Almighty phosphorous

Q: I’ve heard there might be a shortage of phosphorous and this could really impact the environment, but I’m not sure I understand why. Can you explain this?

A: Phosphorus, along with nitrogen and potassium, is “one of the macro nutrients you need for plants to grow,” explains Dr Rosanna Kleemann, environmental engineer and research programme manager with the BioOrbic, Bioeconomy SFI Research Centre at UCD. It’s in our soil and our food and now used in technologies ranging from batteries to microchips. It’s also a finite resource that takes millennia to form.

“There is no substitute for phosphorous,” Kleemann says.

Naturally occurring in soil, phosphorous gets fixed in the food that grows in that soil, so, as you grow more food, the nutrients are taken out and the soil gets degraded, Kleemann explains. This is why you need fertiliser containing phosphorous. It was traditionally called “life’s bottleneck” because, without phosphorous, we can’t grow food. The shortage is a consequence of “having populations and people, and people need to eat,” she says, and as the population continues to increase, we have to grow more food.

On the ground, there is the need to strike a balance with phosphorous. Farmers have long been encouraged to measure soil nutrients, because too little will leave the soil barren but “if you add too much,” Kleemann notes, “it can leech into waterways which can cause eutrophication” – there will be less oxygen in the water causing algae to bloom and fish to die.

Unlike with nitrogen, which has a gaseous source and can be extracted from the air, phosphorous can only be found in sedimentary rock, Kleemann says. What’s being used in Ireland is imported primarily from a huge mine in Morocco. There is a “smallish mine in Finland, the only European source,” she adds, while China has a good source, but high export tariffs, and the U.S. uses all that it produces. “It’s kind of a geopolitical situation around extracting the phosphorous,” she notes, with prices fluctuating.

“Another issue is that whenever you’ve extracted phosphorous from mines, it’s associated with radioactive residual,” Kleemann adds, which needs to be stockpiled and buried. Mining also comes with a large carbon footprint, as “it’s very energy intensive to extract phosphorus,” and is connected with social injustices, as the indigenous populations are not given access to the resource, making the need for the mineral even more fraught.

RECOVERY

Phosphorous has a storied history, Kleemann explains, as it was first discovered in the 1600s by German alchemist, Henning Brandt in his studies of the “golden stream,” otherwise known as urine. Phosphorus was used to make match sticks but workers were inhaling the element, leading to “phossy jaw” or a soft jaw and loss of teeth. This led to the formation of the first trade unions to improve working conditions. Because phosphorous glows in the dark, it was also used in magic shows and today, it’s still found in Coca Cola and other foods and in products like flame retardants. It’s also found in our bones and DNA.

“With any diet, we ingest double the amount of phosphorous our bodies actually need,” explains Kleemann, the extra winding up in the wastewater network and accumulating there, making wastewater a great source for recovering phosphorous. It’s a strategy already in the works in Ireland.

As it increases its capacity, the Ringsend Wastewater Treatment Plant in Dublin, which takes in 40% of the country’s sewage, has installed a recovery facility for phosphorous which can then be used as fertiliser, in an even better form – it will be “slow release” fertiliser, explains Kleemann, so when it rains, it won’t dissolve instantly but will take a while to break down, avoiding some of the current problems with runoff.

Recovering phosphorous will also help the treatment works run better, she adds. All of this is more of a supplement than a solution, but “it would insulate us from very high phosphate prices,” says Kleemann.

For her part, Kleemann is optimistic about the kinds of technology that are being developed, from the larger-scale treatment facilities to more on-the-ground tactics.

“The problem has been recognised really before it’s become a problem,” she says, and the EU has placed phosphorous and lithium on its critical raw materials list. Some European companies are working on things like “source separation” – using mobile units at festivals where urine is taken directly and concentrated sources of phosphorous are extracted. “All of these options are being reviewed.”

PRESERVING WHAT WE HAVE

On an individual level, there are also steps you can take. “Make sure you’re not over-applying fertiliser,” Kleemann suggests, instead using it in a more targeted way. Composting is also wise, as the lost phosphates will go directly back into the soil – a true circular economy. For home-grown fertilisers high in phosphorus, “horse, pig and chicken manure are all really good sources,” says Kleemann, with chickens perhaps being the easiest to fertilise sections of the soil if they are in a moveable enclosure.

You can also look at getting low-phosphate laundry detergents and, “if you really want to reduce, you could eat less meat,” she adds, as a meat-based diet is much heavier in phosphates. From big tech solutions to smaller steps at home, science has made it possible to preserve this invaluable mineral.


ABOUT THIS TASK: Which lines of the data below contain "stem"? Please show them all.

Figure dataset records
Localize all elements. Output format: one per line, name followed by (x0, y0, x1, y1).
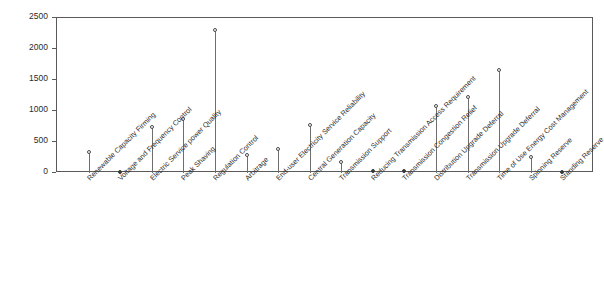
stem-marker[interactable] (150, 125, 154, 129)
y-axis-tick-label: 2500 (29, 11, 48, 21)
stem-marker[interactable] (276, 147, 280, 151)
y-axis-tick-mark (52, 172, 56, 173)
stem-chart-figure: Value ($/kW) 05001000150020002500 Renewa… (0, 0, 604, 296)
stem-marker[interactable] (466, 95, 470, 99)
y-axis-tick: 1500 (0, 79, 56, 80)
y-axis-tick: 0 (0, 172, 56, 173)
plot-area (56, 17, 593, 172)
stem-marker[interactable] (529, 155, 533, 159)
stem-marker[interactable] (213, 28, 217, 32)
y-axis-tick-label: 2000 (29, 42, 48, 52)
y-axis-tick: 1000 (0, 110, 56, 111)
stem-marker[interactable] (497, 68, 501, 72)
y-axis-tick: 2500 (0, 17, 56, 18)
y-axis-tick-label: 500 (34, 135, 48, 145)
stem-marker[interactable] (339, 160, 343, 164)
y-axis-tick: 500 (0, 141, 56, 142)
stem-marker[interactable] (87, 150, 91, 154)
y-axis-tick-label: 1500 (29, 73, 48, 83)
y-axis-tick-label: 0 (43, 166, 48, 176)
y-axis-tick-label: 1000 (29, 104, 48, 114)
stem-marker[interactable] (308, 123, 312, 127)
y-axis-tick: 2000 (0, 48, 56, 49)
stem-line (499, 71, 500, 173)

ANSWER AREA:
stem-marker[interactable] (150, 125, 154, 129)
stem-marker[interactable] (276, 147, 280, 151)
stem-chart-figure: Value ($/kW) 05001000150020002500 Renewa… (0, 0, 604, 296)
stem-marker[interactable] (466, 95, 470, 99)
stem-marker[interactable] (529, 155, 533, 159)
stem-marker[interactable] (213, 28, 217, 32)
stem-marker[interactable] (497, 68, 501, 72)
stem-marker[interactable] (339, 160, 343, 164)
stem-marker[interactable] (87, 150, 91, 154)
stem-marker[interactable] (308, 123, 312, 127)
stem-line (499, 71, 500, 173)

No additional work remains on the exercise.